The Militant(logo) 
    Vol.59/No.25           June 26, 1995 
 
 
Youth Protest Racist Outfit In Sweden  

BY CATHARINA TIRSÉN AND BIRGITTA ISACSSON
STOCKHOLM, Sweden - Some 300 demonstrators protested racist violence here May 18. The youthful crowd denounced the publicly funded skinhead youth center Fryshuset where several violent attacks have occurred. "I'm here because I know what the Nazis did to mental patients in Germany in the 1930's and during the war," said one protester.

"I have personal experiences of racist violence, because my son and husband are Black. My sisters and brothers are dark, although they are Swedish, and have also been targets of racist violence," said another young demonstrator. Her friend came because she had passed by a racist gathering and was offended by speakers' references to "dirty Black people" and "true Swedish patriots."

A representative of Soderbor mot racism (Neighbors against racism) came to protest the increased violence in her neighborhood.

Demonstrators targeted two stores suspected of selling Nazi literature and the skinhead facilities at the youth center.

Twelve immigrant rights and political organizations wrote a letter to government officials in March questioning the public financing of the rightist facilities. "On Saturday, February 4," they wrote, "a Chilean family and other passengers were beaten up by a group of skinheads at the Slussen subway station. That weekend skinheads had come to Stockholm from all over Sweden.-They gathered among other places at the facilities that Stockholm municipality finances at Fryshuset.-Those who tried to defend the family were also beaten up."

Others have been beaten by skinheads near Fryshuset. A 16-year-old high school student was attacked and maimed on New Year's Eve. Two months later, a janitor was assaulted. He is paralyzed and cannot speak. Doctors predict he will not recover. The night before the demonstration, a middle- aged man was beaten in the hall.

Mats Hult, the Social Democratic Party elected chief of finances of Stockholm municipality, organized a June 6 hearing to discuss the skinhead hall at Fryshuset and a publicly funded project led by skinheads to teach Nordic mythology, survival camp, self defense, and other programs. Residents pointed out that beer is served at the skinhead hall, visited by youth 14 and older, something not allowed at other publicly-funded youth programs.

In another development, a June 4 tribunal for the right of asylum will present cases of immigrants being deported in defiance of existing laws. Recently the government denied 5,000 Bosnian Croats asylum. The escalation of the fighting in Croatia delayed their deportation.

Friends of Hasan organized an antiracist demonstration and festival June 6, a national holiday in Sweden. The organization was formed by friends and neighbors of Hasan, one of 11 immigrants shot by the so-called laser man in 1990. The laser man killed one of his victims.

Birgitta Isacsson is a member of the metalworkers union and Catharina Tirsén is a member of the brewery workers union in Stockholm.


HOW TO COMPLETE THIS TASK: Which lines below contain "consultation"? Pull them out.

================

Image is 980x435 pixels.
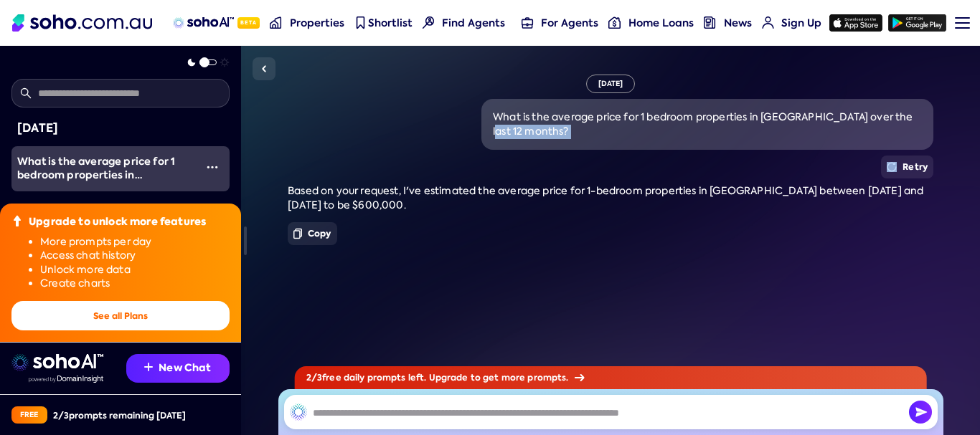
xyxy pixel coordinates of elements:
li: Create charts [40,276,230,291]
button: Send [909,401,932,423]
img: google-play icon [888,15,946,32]
span: What is the average price for 1 bedroom properties in [GEOGRAPHIC_DATA] over the last 12 months? [17,154,175,211]
img: app-store icon [830,15,882,32]
span: Sign Up [781,15,821,30]
img: Arrow icon [575,374,585,381]
span: Shortlist [368,15,412,30]
img: Find agents icon [423,16,435,28]
img: for-agents-nav icon [522,16,534,28]
img: Upgrade icon [12,215,23,226]
li: More prompts per day [40,235,230,249]
div: 2 / 3 free daily prompts left. Upgrade to get more prompts. [295,366,927,390]
span: Properties [290,15,344,30]
img: Sidebar toggle icon [256,60,273,78]
button: Copy [287,223,337,245]
img: Soho Logo [12,15,152,32]
img: Copy icon [294,228,302,239]
img: properties-nav icon [270,16,282,28]
img: Retry icon [887,162,897,172]
img: sohoAI logo [173,17,234,28]
a: What is the average price for 1 bedroom properties in [GEOGRAPHIC_DATA] over the last 12 months? [12,146,195,192]
button: See all Plans [12,301,230,330]
span: Beta [237,17,260,28]
div: Free [12,407,47,423]
li: Unlock more data [40,263,230,277]
button: Retry [881,156,934,179]
img: shortlist-nav icon [354,16,367,28]
div: [DATE] [586,75,636,93]
div: Upgrade to unlock more features [29,215,206,229]
img: sohoai logo [12,354,103,371]
img: SohoAI logo black [290,403,307,421]
span: Home Loans [629,15,694,30]
span: For Agents [541,15,599,30]
img: news-nav icon [704,16,716,28]
span: Based on your request, I've estimated the average price for 1-bedroom properties in [GEOGRAPHIC_D... [287,184,924,212]
img: Send icon [909,401,932,423]
img: Data provided by Domain Insight [29,376,103,383]
span: Find Agents [442,15,505,30]
button: New Chat [126,354,230,383]
div: 2 / 3 prompts remaining [DATE] [53,410,186,422]
img: More icon [206,162,218,172]
img: for-agents-nav icon [762,16,774,28]
div: What is the average price for 1 bedroom properties in [GEOGRAPHIC_DATA] over the last 12 months? [493,110,922,139]
span: News [724,15,752,30]
li: Access chat history [40,249,230,263]
div: [DATE] [17,119,224,138]
img: for-agents-nav icon [609,16,621,28]
img: Recommendation icon [144,363,153,371]
div: What is the average price for 1 bedroom properties in Cairns City over the last 12 months? [17,155,195,182]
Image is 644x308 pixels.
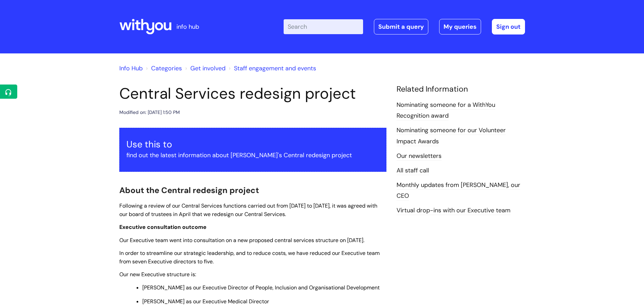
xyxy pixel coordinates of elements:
span: Our new Executive structure is: [119,271,196,278]
a: Submit a query [374,19,428,34]
h1: Central Services redesign project [119,85,386,103]
span: Following a review of our Central Services functions carried out from [DATE] to [DATE], it was ag... [119,202,378,218]
span: [PERSON_NAME] as our Executive Medical Director [143,298,269,305]
a: My queries [439,19,481,34]
a: Staff engagement and events [234,64,316,72]
div: | - [284,19,525,34]
a: Our newsletters [397,152,442,161]
li: Get involved [184,63,226,74]
span: In order to streamline our strategic leadership, and to reduce costs, we have reduced our Executi... [119,250,380,265]
p: info hub [176,22,199,32]
a: Categories [151,64,182,72]
a: All staff call [397,166,429,175]
a: Virtual drop-ins with our Executive team [397,206,511,215]
a: Nominating someone for our Volunteer Impact Awards [397,126,506,146]
span: About the Central redesign project [119,185,259,196]
a: Sign out [492,19,525,34]
li: Staff engagement and events [227,63,316,74]
span: Our Executive team went into consultation on a new proposed central services structure on [DATE]. [119,237,365,244]
p: find out the latest information about [PERSON_NAME]'s Central redesign project [127,150,379,161]
a: Info Hub [119,64,143,72]
span: [PERSON_NAME] as our Executive Director of People, Inclusion and Organisational Development [143,284,380,291]
h4: Related Information [397,85,525,94]
li: Solution home [144,63,182,74]
a: Get involved [190,64,226,72]
span: Executive consultation outcome [119,223,207,231]
a: Nominating someone for a WithYou Recognition award [397,101,495,121]
input: Search [284,19,363,34]
h3: Use this to [127,139,379,150]
div: Modified on: [DATE] 1:50 PM [119,108,180,117]
a: Monthly updates from [PERSON_NAME], our CEO [397,181,521,201]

================

RESULT FOR THIS EXERCISE:
span: Our Executive team went into consultation on a new proposed central services structure on [DATE]. [119,237,365,244]
span: Executive consultation outcome [119,223,207,231]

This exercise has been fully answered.